Audaciously, StudentsFirst has their September 3, 2012 screening announced on their website. I have given links to their organizational affiliations, which I have inserted below.
Join Us Won't Back Down Screening at the DNC

You and your guests are cordially invited to a pre-screening of Won't Back Down at the Democratic National Convention sponsored by Democrats for Education Reform, Parent Revolution and StudentsFirst. The film will be followed by a panel discussion with Michelle Rhee (see how she has advised Republican governor Rick Scott), Ben Austin (Parent Revolution), Joe Williams (Democrats for Education Reform-DFER), Mayor Kevin Johnson and others.

Where: EpiCentre Theaters - 210 E. Trade St., Charlotte, NC 28202
Date: September 3, 2012
Time: 1:00 - 3:00pm
The fun site, RheeFirst, has listed several Florida links Rhee has with the Republican establishment there. It pointed to the [Talahassee] Florida Current as the source of its report.
“Most readers of The Florida Current who responded to last week’s poll thought it a bad idea to let parents be the finger on the trigger to start turnaround plans for failing public schools that could include a takeover by for-profit companies.

Such authority would be granted by HB 1191, which is waiting for heard by the full House, and its companion, SB 1718, which is scheduled to be considered Tuesday by the Budget Subcommittee on Education Pre-K – 12 Appropriations.

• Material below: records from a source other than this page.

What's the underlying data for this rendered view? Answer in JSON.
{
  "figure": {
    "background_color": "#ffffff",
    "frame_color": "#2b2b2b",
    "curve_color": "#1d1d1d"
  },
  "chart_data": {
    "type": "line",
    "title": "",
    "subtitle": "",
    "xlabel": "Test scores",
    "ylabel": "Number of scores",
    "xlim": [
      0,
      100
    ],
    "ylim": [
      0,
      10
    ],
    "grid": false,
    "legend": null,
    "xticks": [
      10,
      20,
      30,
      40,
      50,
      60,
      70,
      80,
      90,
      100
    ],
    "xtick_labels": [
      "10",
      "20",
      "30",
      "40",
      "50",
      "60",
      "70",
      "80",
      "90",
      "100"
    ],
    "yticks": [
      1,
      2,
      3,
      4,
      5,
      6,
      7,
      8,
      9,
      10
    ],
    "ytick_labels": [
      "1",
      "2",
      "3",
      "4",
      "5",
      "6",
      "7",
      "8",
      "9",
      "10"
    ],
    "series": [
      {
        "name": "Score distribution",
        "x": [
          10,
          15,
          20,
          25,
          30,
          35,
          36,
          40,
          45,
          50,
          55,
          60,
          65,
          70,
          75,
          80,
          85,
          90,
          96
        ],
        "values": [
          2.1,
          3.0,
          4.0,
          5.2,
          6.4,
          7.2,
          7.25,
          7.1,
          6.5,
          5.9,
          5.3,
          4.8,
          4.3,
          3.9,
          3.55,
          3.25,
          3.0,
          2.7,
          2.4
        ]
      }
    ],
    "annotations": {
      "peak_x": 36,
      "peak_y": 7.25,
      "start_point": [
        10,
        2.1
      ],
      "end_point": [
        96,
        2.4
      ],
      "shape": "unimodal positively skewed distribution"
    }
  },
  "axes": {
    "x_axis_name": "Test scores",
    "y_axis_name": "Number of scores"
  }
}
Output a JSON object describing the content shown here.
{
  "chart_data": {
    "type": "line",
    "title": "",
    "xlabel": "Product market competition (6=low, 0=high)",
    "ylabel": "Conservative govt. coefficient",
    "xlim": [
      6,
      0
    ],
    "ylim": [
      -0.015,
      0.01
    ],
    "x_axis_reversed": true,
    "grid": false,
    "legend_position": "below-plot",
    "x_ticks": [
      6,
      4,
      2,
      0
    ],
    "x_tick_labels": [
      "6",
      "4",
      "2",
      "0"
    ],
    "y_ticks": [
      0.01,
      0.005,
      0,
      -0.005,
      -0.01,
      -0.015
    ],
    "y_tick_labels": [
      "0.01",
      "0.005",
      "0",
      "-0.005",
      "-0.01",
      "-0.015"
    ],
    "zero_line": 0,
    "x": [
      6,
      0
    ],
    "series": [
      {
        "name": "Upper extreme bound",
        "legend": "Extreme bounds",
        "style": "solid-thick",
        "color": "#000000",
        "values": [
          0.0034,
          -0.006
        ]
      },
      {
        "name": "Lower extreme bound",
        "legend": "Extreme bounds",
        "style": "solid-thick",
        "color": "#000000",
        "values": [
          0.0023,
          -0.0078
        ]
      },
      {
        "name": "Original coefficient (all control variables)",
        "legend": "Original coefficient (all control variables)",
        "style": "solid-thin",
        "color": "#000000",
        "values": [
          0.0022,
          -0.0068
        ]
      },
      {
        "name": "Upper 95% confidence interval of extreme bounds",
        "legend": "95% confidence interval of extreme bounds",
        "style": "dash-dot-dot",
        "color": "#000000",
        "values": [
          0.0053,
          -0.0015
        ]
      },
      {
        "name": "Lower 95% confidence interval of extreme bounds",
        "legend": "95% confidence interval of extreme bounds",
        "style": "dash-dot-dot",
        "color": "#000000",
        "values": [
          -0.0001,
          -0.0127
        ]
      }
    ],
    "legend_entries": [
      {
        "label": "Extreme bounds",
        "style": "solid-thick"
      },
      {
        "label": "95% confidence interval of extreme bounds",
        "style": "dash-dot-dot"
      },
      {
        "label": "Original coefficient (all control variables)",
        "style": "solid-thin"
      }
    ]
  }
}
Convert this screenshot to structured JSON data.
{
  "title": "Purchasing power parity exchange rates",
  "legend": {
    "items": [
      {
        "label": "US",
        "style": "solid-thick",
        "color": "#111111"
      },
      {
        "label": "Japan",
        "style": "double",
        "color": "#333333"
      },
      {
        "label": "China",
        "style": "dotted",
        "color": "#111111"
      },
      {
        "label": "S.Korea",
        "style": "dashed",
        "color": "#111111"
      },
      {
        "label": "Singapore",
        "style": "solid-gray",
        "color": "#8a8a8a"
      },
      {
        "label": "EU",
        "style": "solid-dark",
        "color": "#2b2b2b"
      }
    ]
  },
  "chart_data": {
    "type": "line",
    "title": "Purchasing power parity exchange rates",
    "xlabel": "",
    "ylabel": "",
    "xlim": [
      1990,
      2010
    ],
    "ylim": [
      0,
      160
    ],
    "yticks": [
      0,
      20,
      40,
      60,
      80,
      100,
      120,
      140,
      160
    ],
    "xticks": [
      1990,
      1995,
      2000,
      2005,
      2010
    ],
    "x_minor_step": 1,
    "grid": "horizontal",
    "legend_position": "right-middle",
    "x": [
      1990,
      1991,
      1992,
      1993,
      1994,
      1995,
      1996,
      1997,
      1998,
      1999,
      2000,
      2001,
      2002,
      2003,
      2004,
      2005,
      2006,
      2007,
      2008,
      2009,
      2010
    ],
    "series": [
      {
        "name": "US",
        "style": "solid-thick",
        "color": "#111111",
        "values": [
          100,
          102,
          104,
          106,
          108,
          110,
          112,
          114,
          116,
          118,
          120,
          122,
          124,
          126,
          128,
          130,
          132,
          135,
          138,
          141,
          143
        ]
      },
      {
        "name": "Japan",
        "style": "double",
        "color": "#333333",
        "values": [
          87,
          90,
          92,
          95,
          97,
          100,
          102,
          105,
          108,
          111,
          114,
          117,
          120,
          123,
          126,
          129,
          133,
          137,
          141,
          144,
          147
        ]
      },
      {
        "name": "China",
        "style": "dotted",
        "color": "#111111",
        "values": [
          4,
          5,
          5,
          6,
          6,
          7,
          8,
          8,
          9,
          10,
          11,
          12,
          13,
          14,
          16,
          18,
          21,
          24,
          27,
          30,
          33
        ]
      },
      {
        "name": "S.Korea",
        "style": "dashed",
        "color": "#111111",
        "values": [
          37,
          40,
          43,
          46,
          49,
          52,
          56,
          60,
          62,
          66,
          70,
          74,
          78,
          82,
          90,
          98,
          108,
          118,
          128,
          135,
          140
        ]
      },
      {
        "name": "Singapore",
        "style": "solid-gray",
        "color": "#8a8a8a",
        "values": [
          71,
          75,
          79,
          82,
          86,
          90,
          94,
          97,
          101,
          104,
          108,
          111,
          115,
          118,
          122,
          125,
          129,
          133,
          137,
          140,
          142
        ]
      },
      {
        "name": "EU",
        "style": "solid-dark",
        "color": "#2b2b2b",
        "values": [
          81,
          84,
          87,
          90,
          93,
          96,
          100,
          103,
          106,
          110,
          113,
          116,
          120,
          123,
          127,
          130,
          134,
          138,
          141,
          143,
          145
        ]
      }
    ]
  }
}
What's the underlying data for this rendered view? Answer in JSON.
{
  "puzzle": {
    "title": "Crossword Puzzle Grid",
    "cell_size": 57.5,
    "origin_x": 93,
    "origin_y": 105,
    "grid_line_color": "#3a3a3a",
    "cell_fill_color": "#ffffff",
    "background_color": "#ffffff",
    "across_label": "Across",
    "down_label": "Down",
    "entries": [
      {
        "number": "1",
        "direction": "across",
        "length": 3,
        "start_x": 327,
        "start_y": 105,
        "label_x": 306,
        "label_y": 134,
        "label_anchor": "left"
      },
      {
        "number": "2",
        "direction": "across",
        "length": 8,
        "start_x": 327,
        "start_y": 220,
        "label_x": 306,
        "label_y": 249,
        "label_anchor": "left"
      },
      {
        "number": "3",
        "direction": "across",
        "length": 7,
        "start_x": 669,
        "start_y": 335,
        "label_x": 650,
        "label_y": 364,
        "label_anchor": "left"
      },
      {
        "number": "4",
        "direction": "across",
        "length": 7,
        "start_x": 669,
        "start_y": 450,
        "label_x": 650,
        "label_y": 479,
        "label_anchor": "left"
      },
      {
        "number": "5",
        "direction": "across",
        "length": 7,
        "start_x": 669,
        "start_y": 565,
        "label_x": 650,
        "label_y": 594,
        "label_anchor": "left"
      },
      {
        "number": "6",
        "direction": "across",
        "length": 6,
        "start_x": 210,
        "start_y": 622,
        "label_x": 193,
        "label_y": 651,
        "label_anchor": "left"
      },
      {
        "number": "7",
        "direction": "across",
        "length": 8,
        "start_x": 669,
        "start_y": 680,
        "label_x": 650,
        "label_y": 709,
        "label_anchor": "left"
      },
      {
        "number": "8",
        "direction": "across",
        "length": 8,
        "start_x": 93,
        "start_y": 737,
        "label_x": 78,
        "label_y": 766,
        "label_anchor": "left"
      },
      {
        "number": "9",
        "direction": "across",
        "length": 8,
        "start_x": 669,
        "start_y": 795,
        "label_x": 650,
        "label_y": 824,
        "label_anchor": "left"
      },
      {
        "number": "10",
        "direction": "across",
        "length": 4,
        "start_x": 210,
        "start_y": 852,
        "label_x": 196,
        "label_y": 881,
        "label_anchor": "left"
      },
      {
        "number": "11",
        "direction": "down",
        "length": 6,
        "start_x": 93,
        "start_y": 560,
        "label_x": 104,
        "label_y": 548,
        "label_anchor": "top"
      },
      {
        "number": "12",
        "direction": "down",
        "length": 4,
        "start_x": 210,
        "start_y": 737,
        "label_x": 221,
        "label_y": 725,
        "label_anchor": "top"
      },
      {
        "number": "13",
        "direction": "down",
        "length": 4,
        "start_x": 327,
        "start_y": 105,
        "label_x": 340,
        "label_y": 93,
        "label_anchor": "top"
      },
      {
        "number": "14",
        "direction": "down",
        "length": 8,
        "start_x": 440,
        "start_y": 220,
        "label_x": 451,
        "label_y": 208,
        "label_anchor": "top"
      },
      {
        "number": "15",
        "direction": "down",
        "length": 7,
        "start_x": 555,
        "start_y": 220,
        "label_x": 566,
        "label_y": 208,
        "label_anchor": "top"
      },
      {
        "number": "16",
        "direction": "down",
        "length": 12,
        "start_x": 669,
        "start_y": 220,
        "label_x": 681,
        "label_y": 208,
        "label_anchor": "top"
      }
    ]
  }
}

The measure has drawn opposition from Democrats and parent groups. Supporters include StudentsFirst, an organization founded by former Washington public schools chancellor Michelle Rhee, who has advised Gov. Rick Scott. It’s also supported by former Gov. Jeb Bush’s Foundation for Florida’s Future and California-based Parent Revolution, which successfully lobbied for a trigger law in that state.“


"WON'T BACK DOWN" GETS SCREENING AT RNC ALSO:
Former Florida Gov. Jeb Bush will attend a screening of a new movie dramatizing the national debate over so-called parent trigger legislation during the Republican National Convention.

AND IN LESS OBVIOUSLY PARTISAN SPACES:
Rhee has been busy with her political magic this summer, edging "Won't Back Down" into a central position at the July 19 meeting of the U.S. Conference of Mayors. The Conference has endorsed parent triggers.